For one author, Pirkei Avot is both a sefer and a coloring book

The Ethics of the Fathers gets a new colorful look as a graphic novel.

 Jessica Tamar Deutsch’s “Illustrated Pirkei Avot: A Graphic Novel of Jewish Ethics (photo credit: Courtesy)
Jessica Tamar Deutsch’s “Illustrated Pirkei Avot: A Graphic Novel of Jewish Ethics
(photo credit: Courtesy)
Paneled pages are making a huge comeback in the form of graphic novels, and one Jewish scholar and artist has found a way to merge ancient Jewish text with this modern form of art.
A graphic novel is a book made up of comics content, but Jessica Tamar Deutsch’s “Illustrated Pirkei Avot: A Graphic Novel of Jewish Ethics” is anything but funny. The work includes the full text in English translation and Hebrew of Pirkei Avot (“Ethics of the Fathers”), one of Judaism’s oldest compilations of rabbinic ethical teachings. The 128-page work features comic-like paneling alongside serious commentary.
It’s a sefer and a coloring book at the same time.
The Orthodox Deutsch studied at Midreshet HaRova Beit Midrash in Jerusalem and at the Parsons School of Design in New York. In her hand-written introduction, she describes how making the book - which according to interviews took around four years - “just seemed like it would be a really fun challenge for me.”

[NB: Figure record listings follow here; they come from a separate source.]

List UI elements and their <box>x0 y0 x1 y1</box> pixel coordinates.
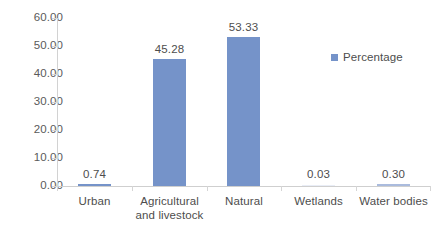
bar-urban[interactable] <box>78 184 111 186</box>
bar-value-label-water-bodies: 0.30 <box>368 168 419 180</box>
bar-value-label-urban: 0.74 <box>69 168 120 180</box>
bar-value-label-natural: 53.33 <box>218 21 269 33</box>
bar-agricultural-and-livestock[interactable] <box>153 59 186 186</box>
bar-value-label-agricultural-and-livestock: 45.28 <box>144 43 195 55</box>
bar-water-bodies[interactable] <box>377 184 410 186</box>
x-axis-category-label-wetlands: Wetlands <box>281 194 356 208</box>
x-axis-category-label-water-bodies: Water bodies <box>356 194 431 208</box>
bar-wetlands[interactable] <box>302 185 335 186</box>
x-axis-category-label-agricultural-and-livestock: Agricultural and livestock <box>132 194 207 222</box>
legend-square-marker-icon <box>331 54 338 61</box>
chart-legend: Percentage <box>331 51 403 63</box>
x-axis-category-label-natural: Natural <box>207 194 281 208</box>
x-axis-category-label-urban: Urban <box>57 194 132 208</box>
bar-value-label-wetlands: 0.03 <box>293 168 344 180</box>
bar-chart: 60.00 50.00 40.00 30.00 20.00 10.00 0.00… <box>0 0 441 231</box>
bar-natural[interactable] <box>227 37 260 186</box>
legend-entry-label[interactable]: Percentage <box>343 51 403 63</box>
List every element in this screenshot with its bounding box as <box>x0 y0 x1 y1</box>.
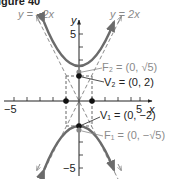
focus-f2-label: F₂ = (0, √5) <box>102 61 157 73</box>
vertex-v1-label: V₁ = (0, −2) <box>100 109 156 121</box>
vertex-v2-label: V₂ = (0, 2) <box>104 76 154 88</box>
focus-f1-label: F₁ = (0, −√5) <box>104 129 165 141</box>
point-neg-one <box>63 98 69 104</box>
point-pos-one <box>89 98 95 104</box>
y-tick-max-label: 5 <box>70 28 76 40</box>
y-tick-min-label: −5 <box>63 162 76 174</box>
asymptote-label-pos: y = 2x <box>109 8 140 20</box>
asymptote-label-neg: y = −2x <box>17 8 55 20</box>
y-axis-label: y <box>70 14 78 26</box>
vertex-v2-point <box>76 73 82 79</box>
x-tick-min-label: −5 <box>4 103 17 115</box>
figure-title-fragment: igure 40 <box>0 0 40 7</box>
focus-f1-point <box>76 127 81 132</box>
hyperbola-diagram: igure 40 y = −2x y = 2x −5 5 x <box>0 0 170 179</box>
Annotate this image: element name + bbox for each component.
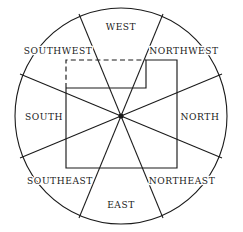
sector-label-north: NORTH (181, 112, 220, 122)
sector-label-northeast: NORTHEAST (149, 176, 216, 186)
sector-label-southeast: SOUTHEAST (27, 176, 93, 186)
compass-sector-diagram: WESTNORTHWESTNORTHNORTHEASTEASTSOUTHEAST… (0, 0, 243, 232)
diagram-root: WESTNORTHWESTNORTHNORTHEASTEASTSOUTHEAST… (0, 0, 243, 232)
sector-label-south: SOUTH (25, 112, 63, 122)
sector-label-west: WEST (106, 22, 136, 32)
sector-label-northwest: NORTHWEST (149, 46, 218, 56)
sector-label-southwest: SOUTHWEST (24, 46, 93, 56)
center-point (118, 113, 123, 118)
sector-label-east: EAST (107, 200, 135, 210)
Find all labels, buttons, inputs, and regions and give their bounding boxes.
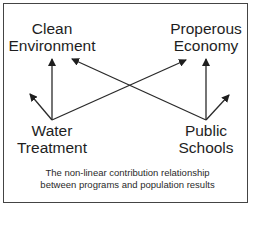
arrow-schools-to-other xyxy=(206,95,229,120)
caption-line2: between programs and population results xyxy=(0,179,255,191)
diagram-caption: The non-linear contribution relationship… xyxy=(0,167,255,191)
caption-line1: The non-linear contribution relationship xyxy=(0,167,255,179)
arrow-schools-to-clean xyxy=(72,59,206,120)
arrow-water-to-economy xyxy=(52,60,186,120)
arrow-water-to-other xyxy=(30,94,52,120)
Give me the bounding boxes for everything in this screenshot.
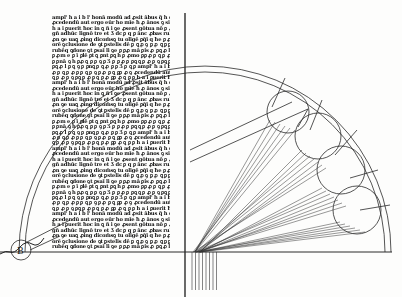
circle-3 (317, 146, 365, 194)
outer-arc (19, 66, 391, 252)
baseline-drop-lines (192, 252, 217, 290)
circle-4 (333, 186, 381, 234)
parallel-ray-2 (190, 117, 290, 162)
geometric-diagram: B (0, 0, 402, 297)
ray-fan (193, 120, 365, 252)
inner-arc (25, 72, 385, 252)
manuscript-page: ampl' h a i b l' bonā modū ad ꝓsit ābus … (0, 0, 402, 297)
small-circle-label: B (17, 246, 24, 256)
parallel-ray-1 (190, 102, 292, 150)
circle-1 (267, 91, 309, 133)
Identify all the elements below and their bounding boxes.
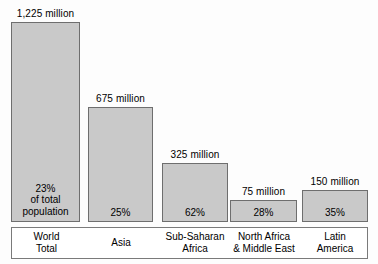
- category-line2-north-africa-middle-east: & Middle East: [233, 243, 295, 255]
- bar-group-world-total: 1,225 million 23% of total population: [11, 22, 80, 222]
- category-line1-north-africa-middle-east: North Africa: [238, 231, 290, 243]
- bar-percent-label-north-africa-middle-east: 28%: [231, 207, 296, 219]
- bar-group-sub-saharan-africa: 325 million 62%: [162, 163, 228, 222]
- category-label-asia: Asia: [88, 228, 154, 258]
- category-line2-sub-saharan-africa: Africa: [182, 243, 208, 255]
- category-line2-world-total: Total: [36, 243, 57, 255]
- bar-rect-asia[interactable]: 25%: [88, 107, 153, 222]
- category-axis-box: World Total Asia Sub-Saharan Africa Nort…: [11, 227, 368, 259]
- bar-value-label-sub-saharan-africa: 325 million: [171, 149, 220, 161]
- category-label-sub-saharan-africa: Sub-Saharan Africa: [162, 228, 228, 258]
- bar-value-label-latin-america: 150 million: [311, 176, 360, 188]
- bar-group-latin-america: 150 million 35%: [302, 190, 368, 222]
- bar-rect-sub-saharan-africa[interactable]: 62%: [162, 163, 228, 222]
- bar-percent-line1-world-total: 23%: [12, 183, 79, 195]
- category-label-world-total: World Total: [12, 228, 81, 258]
- bar-chart: 1,225 million 23% of total population 67…: [0, 0, 378, 264]
- category-line1-world-total: World: [34, 231, 60, 243]
- category-line1-asia: Asia: [111, 237, 130, 249]
- bar-rect-north-africa-middle-east[interactable]: 28%: [230, 200, 297, 222]
- bar-percent-label-world-total: 23% of total population: [12, 183, 79, 218]
- bar-value-label-world-total: 1,225 million: [17, 8, 74, 20]
- bar-rect-latin-america[interactable]: 35%: [302, 190, 368, 222]
- category-line1-latin-america: Latin: [324, 231, 346, 243]
- category-line2-latin-america: America: [317, 243, 354, 255]
- category-label-latin-america: Latin America: [302, 228, 368, 258]
- plot-area: 1,225 million 23% of total population 67…: [0, 0, 378, 224]
- bar-rect-world-total[interactable]: 23% of total population: [11, 22, 80, 222]
- bar-value-label-asia: 675 million: [96, 93, 145, 105]
- bar-value-label-north-africa-middle-east: 75 million: [242, 186, 285, 198]
- category-label-north-africa-middle-east: North Africa & Middle East: [230, 228, 298, 258]
- bar-group-asia: 675 million 25%: [88, 107, 153, 222]
- bar-percent-label-asia: 25%: [89, 207, 152, 219]
- bar-percent-label-sub-saharan-africa: 62%: [163, 207, 227, 219]
- bar-percent-line2-world-total: of total: [12, 194, 79, 206]
- bar-percent-label-latin-america: 35%: [303, 207, 367, 219]
- bar-group-north-africa-middle-east: 75 million 28%: [230, 200, 297, 222]
- category-line1-sub-saharan-africa: Sub-Saharan: [166, 231, 225, 243]
- bar-percent-line3-world-total: population: [12, 206, 79, 218]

Pictures - and some can double as a coloring pages - include all 120 men of the Great Assembly, anthropomorphized hills and clouds and even a leather-strapped, motorcycle-riding Rabbi Alisha of Avuya.
In an interview with Tablet, Deutsch said one of the goals of her book is to get Jews to start thinking more about their own traditions.
“I’m hoping that this will inspire people both inside and outside of Judaism to invite their heritage and their religion into their artwork and realize  that it can exist in all forms and spaces,” she said.